James Barham: To what extent do you think the maverick path you ended up taking was forced on you by the empirical data themselves, and to what extent was it contingent on your being exposed to alternative ways of thinking in India and elsewhere? In other words, do you think you would have become the Rupert Sheldrake of today without the experience of living and working in [at least two] radically different cultural environments?
Rupert Sheldrake: When I was 17, in the gap between leaving school and going to study at Cambridge, I worked as a temporary lab technician in a pharmaceutical laboratory because I wanted to get some research experience. What I didn’t know when I took the job was that it was a vivisection facility. Working there made me ask some deep questions about animals, animal suffering, scientific objectivity, and mechanistic attitudes to nature, which were put into practice on a daily basis in this laboratory, which was a kind of death camp for animals.
By the time I was studying biology as an undergraduate at Cambridge, I was already very doubtful about the reductionist and mechanist approach, which is why I welcomed the opportunity to study the history and philosophy of science at Harvard—to get a bigger perspective.
After Harvard, when I returned to Cambridge [England] in 1964 and was doing research on plant development, I became convinced the molecular and reductionist approach would never enable us to understand the development of form. I became interested in the morphogenetic field concept, first put forward in the 1920s.3 Although I traveled in India and lived in Malaysia, it was reading books on theoretical biology and philosophy—especially the philosophy of Henri Bergson in his book Matter and Memory4—that led to my developing the hypothesis of morphic resonance. This was in 1973, while I was still in Cambridge, before I went to live and work in India in agricultural research. I continued to develop these ideas, and India was a good place to do this.

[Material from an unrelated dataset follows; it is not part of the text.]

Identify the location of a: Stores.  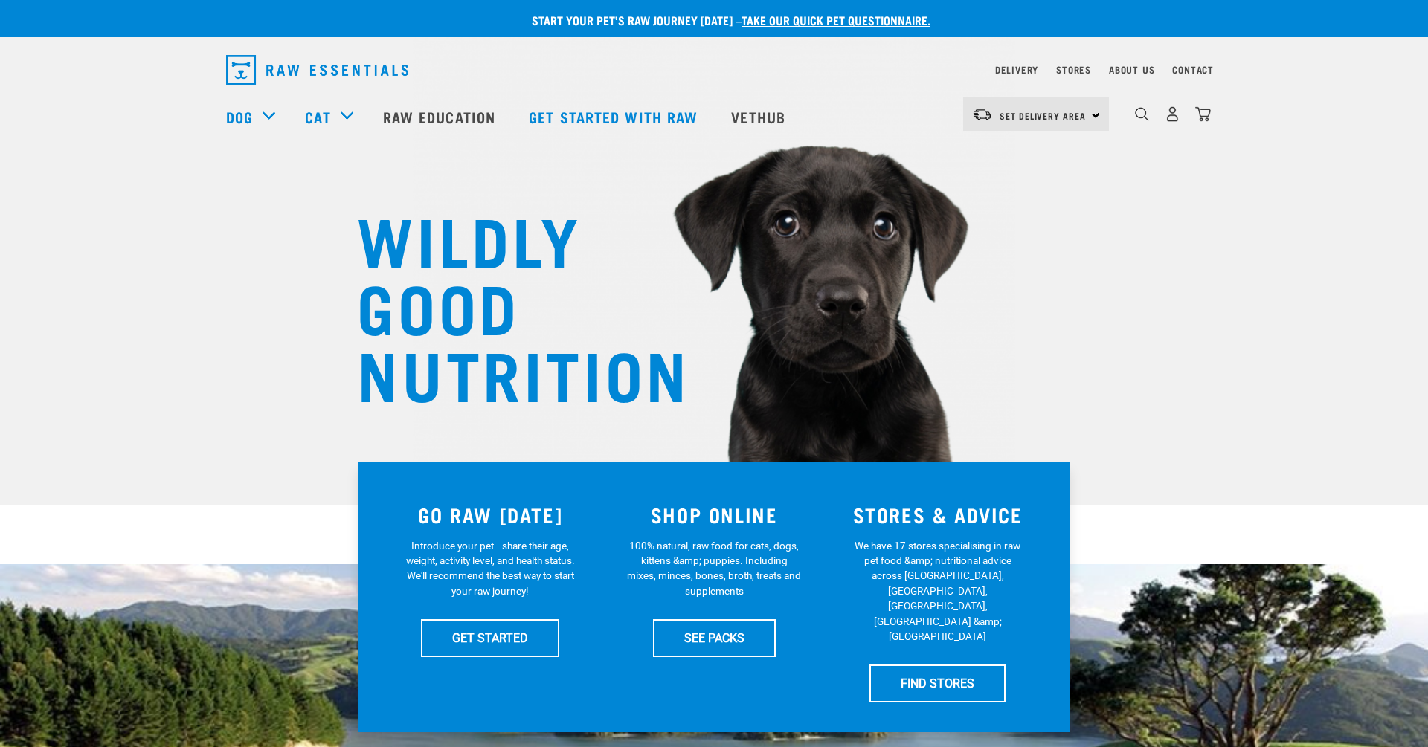
(1073, 69).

After all, in Hindu philosophy the idea of a kind of memory in nature is commonplace, as it is in Buddhist philosophy.
My idea of an inherent memory in nature through morphic resonance did not seem weird to most of my Indian colleagues and friends. India provided a friendly environment for writing my first book, A New Science of Life.5 But the basic ideas came from Western science and Western philosophy.
James Barham: In your new book, Science Set Free6, you speak of the “intellectual phase-locking”—that is, the “group think” or “herd mentality”—that clearly plagues mainstream science today. We were wondering whether this was mainly due to the hubris that comes from the unprecedented social prestige scientists now enjoy, or whether it might not be more a matter of the metaphysical commitment to materialism that has been deeply ingrained in the scientific community for the past 400 years.